I felt much better when I had the closed bathroom door between us. I heard Artie shout, “Ah hah!” and then there was silence from in there.
As long as I was in the bathroom anyway, and nothing to do, I washed. I didn’t take any clothing off, because I would have had to put the same dirty clothing on again and I didn’t want to have to do that. I knew, for instance, that my shirt collar must be black by now, but it didn’t bother me as much as it would if I were actually to see it. So I simply washed my face and hands, brushed my teeth with toothpaste and my finger, gargled a little bit on general principles, and left the bathroom by the other door feeling somewhat better.
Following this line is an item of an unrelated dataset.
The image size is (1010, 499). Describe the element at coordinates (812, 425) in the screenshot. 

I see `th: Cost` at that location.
As I was going out to the living room, I heard the telephone ring. I looked around, but the phone was in the bedroom, and I heard Artie bellow, “Every time! Every goddam time!” The phone didn’t ring any more, so I guess he answered it.
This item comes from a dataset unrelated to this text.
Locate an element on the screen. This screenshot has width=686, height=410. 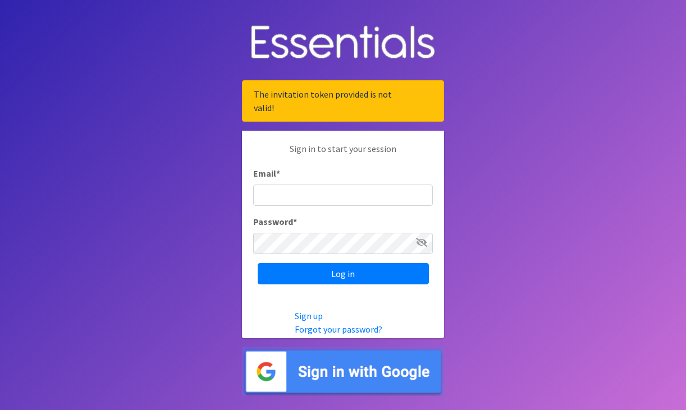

I searched the living-room shelves, found in amid the record albums an old paperback of Charles Addams’ cartoons, and sat down with it to distract myself from thoughts of violence and mayhem.
Somehow, I think I picked the wrong book.
After a while Artie and Chloe came out, both dressed now, both looking bouncy and healthy. Artie rubbed his hands together briskly and said, “Now! Charlie boy, you wanted to talk.”
Chloe said, “Coffee?”
“Right,” said Artie. “A round of coffee. Coffee for me and my troops. Charlie?”
“Fine,” I said.
“Great,” said Artie. He clapped his hands together and came over and sat down in a chair facing me. “We begin,” he said.
“And,” said Chloe from the kitchen-closet, “you can tell your Uncle Al he’s got a rotten sense of timing.”
I said, “My Uncle Al?”
Artie frowned and said to Chloe, “That was supposed to be a surprise, schmo. He didn’t want us to tell him.”
“I forgot,” said Chloe. “Sorry.”
I said, “What is this?”
Artie said, “Let’s talk. You had a problem, you wanted to talk. Something about Farmer Agricola, right?”
“No, wait,” I said. “This is important. What about my Uncle Al?”
Chloe said, “Forget it, will you? I’m sorry I spoke up, I didn’t mean to ruin anything.”
“The bit’s blown,” Artie told her. “It don’t matter any more, idiot, you already opened your big mouth.” But the manner wasn’t as harsh as the words. It was as though he couldn’t really be mad at her right now.
She said, “So sue me,” and went back to making the coffee.
I said, “So tell me.”
“That was your Uncle Al on the phone,” Artie told me. “He wanted to know were you here, and I said yes did he want to talk to you, and he said no he’d come on down and pick you up but don’t tell you because he wanted it to be a surprise. So when he comes in, will you act surprised?”